There are several questions on this site about distributing points on the surface of a sphere, but all of these are based on actually generating all of the points on that sphere. My favorite thus far is the golden spiral discussed in Evenly distributing n points on a sphere.

I need to cover a sphere in trillions of points, but only ever need to actually generate a tiny region of the surface (earth down to ~10 meters, looking at a roughly 1 km^2 area). The points generated for that region must match the points that would be generated for the entire sphere (i.e., stitching small regions together must yield the same result as generating a larger region), and generation should be pretty fast.

My attempts to use the golden spiral with such a large number of points have been thwarted by floating point precision issues.

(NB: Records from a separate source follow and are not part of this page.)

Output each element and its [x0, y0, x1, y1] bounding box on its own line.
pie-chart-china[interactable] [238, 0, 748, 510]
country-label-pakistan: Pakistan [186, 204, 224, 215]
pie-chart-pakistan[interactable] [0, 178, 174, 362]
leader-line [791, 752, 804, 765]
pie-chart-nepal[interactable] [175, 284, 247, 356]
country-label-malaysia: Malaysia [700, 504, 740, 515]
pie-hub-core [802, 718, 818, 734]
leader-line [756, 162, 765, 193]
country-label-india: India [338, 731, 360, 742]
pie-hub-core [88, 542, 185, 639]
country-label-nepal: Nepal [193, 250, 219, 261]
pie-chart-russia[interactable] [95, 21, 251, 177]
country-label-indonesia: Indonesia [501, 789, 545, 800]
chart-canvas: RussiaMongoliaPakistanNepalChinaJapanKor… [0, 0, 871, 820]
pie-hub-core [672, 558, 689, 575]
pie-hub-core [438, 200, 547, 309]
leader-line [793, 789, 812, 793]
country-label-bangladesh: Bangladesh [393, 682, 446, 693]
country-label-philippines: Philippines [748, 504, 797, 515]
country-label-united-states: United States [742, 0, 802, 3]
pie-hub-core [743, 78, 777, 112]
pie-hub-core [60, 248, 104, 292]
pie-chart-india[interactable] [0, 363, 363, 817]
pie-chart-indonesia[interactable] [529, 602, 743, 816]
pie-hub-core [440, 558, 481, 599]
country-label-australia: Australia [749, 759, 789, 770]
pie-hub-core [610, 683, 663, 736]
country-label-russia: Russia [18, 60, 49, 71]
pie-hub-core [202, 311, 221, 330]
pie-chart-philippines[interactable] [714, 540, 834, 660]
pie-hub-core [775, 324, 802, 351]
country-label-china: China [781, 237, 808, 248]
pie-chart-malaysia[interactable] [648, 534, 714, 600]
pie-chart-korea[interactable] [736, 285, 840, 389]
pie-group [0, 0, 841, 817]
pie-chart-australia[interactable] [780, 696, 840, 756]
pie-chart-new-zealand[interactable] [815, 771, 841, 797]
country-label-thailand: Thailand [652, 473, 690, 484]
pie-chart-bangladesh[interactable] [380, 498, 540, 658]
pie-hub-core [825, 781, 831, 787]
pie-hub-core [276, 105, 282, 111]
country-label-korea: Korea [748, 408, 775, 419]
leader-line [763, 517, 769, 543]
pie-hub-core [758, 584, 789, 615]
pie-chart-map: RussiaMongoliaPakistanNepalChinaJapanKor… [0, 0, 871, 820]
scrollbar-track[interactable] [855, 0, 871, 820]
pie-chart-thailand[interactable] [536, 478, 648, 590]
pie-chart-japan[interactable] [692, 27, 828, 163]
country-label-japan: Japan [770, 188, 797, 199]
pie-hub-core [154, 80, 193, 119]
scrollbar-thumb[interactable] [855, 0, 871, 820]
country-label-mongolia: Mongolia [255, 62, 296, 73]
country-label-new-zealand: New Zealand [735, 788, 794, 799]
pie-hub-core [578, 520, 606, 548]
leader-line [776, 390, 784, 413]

The best I've managed to come up with is generating points at equally spaced latitudes and calculating longitudinal spacing based on the circumference at that latitude. The result is far from satisfactory however (especially the resulting horizontal rings of points).

Does anyone have a suggestion for generating a small region of distributed points on the surface of a sphere?

CodePudding user response:

The vertices of a geodesic sphere would work well in this application.

You start with an icosahedron, divide each face into a triangular mesh of whatever resolution you like, and project the points onto the surface of the sphere.

CodePudding user response:

You could use a spherical coordinate system to approximate an even gridding, creating adjustments based on empirical experimentation and known requirements.

For example in the coordinate system each point is uniquely determined by a coordinate (r,phi,theta), here we can assume r = 1 for the unit sphere, and phi \in [0,2*pi) and theta \in [0,pi).

If you create an equal gridding for phi and theta, undoubtedly the result will look poor.

To account for corrections to the girdding define each point via the coordinates as (r,g(phi),h(theta)), where g and h are functions that will be fit empirically to produce "good" results.

Since your favorite method is the golden spiral method, you can fit g and h to approximate the golden spiral. One approach to fit g and h would be

  1. Compute the golden spiral fully on a sphere of N << trillion points.
  2. Compute the spherical coordinate representation of these points.
  3. Start simple and assume g and h are polynomial functions and fit g and h by computing the fit for g(x)=y,h(x)=y where x are uniformly spaced grid points in their respective domains and y are the values calculated by the golden spiral method.

Step 3 may need refinement, experimentation, or revision of what form of function g and h should take (may require something other than polynomials.)

Once g and h are fit and you are happy with the results, you have an analytic form to calculate the the position of any subset of points.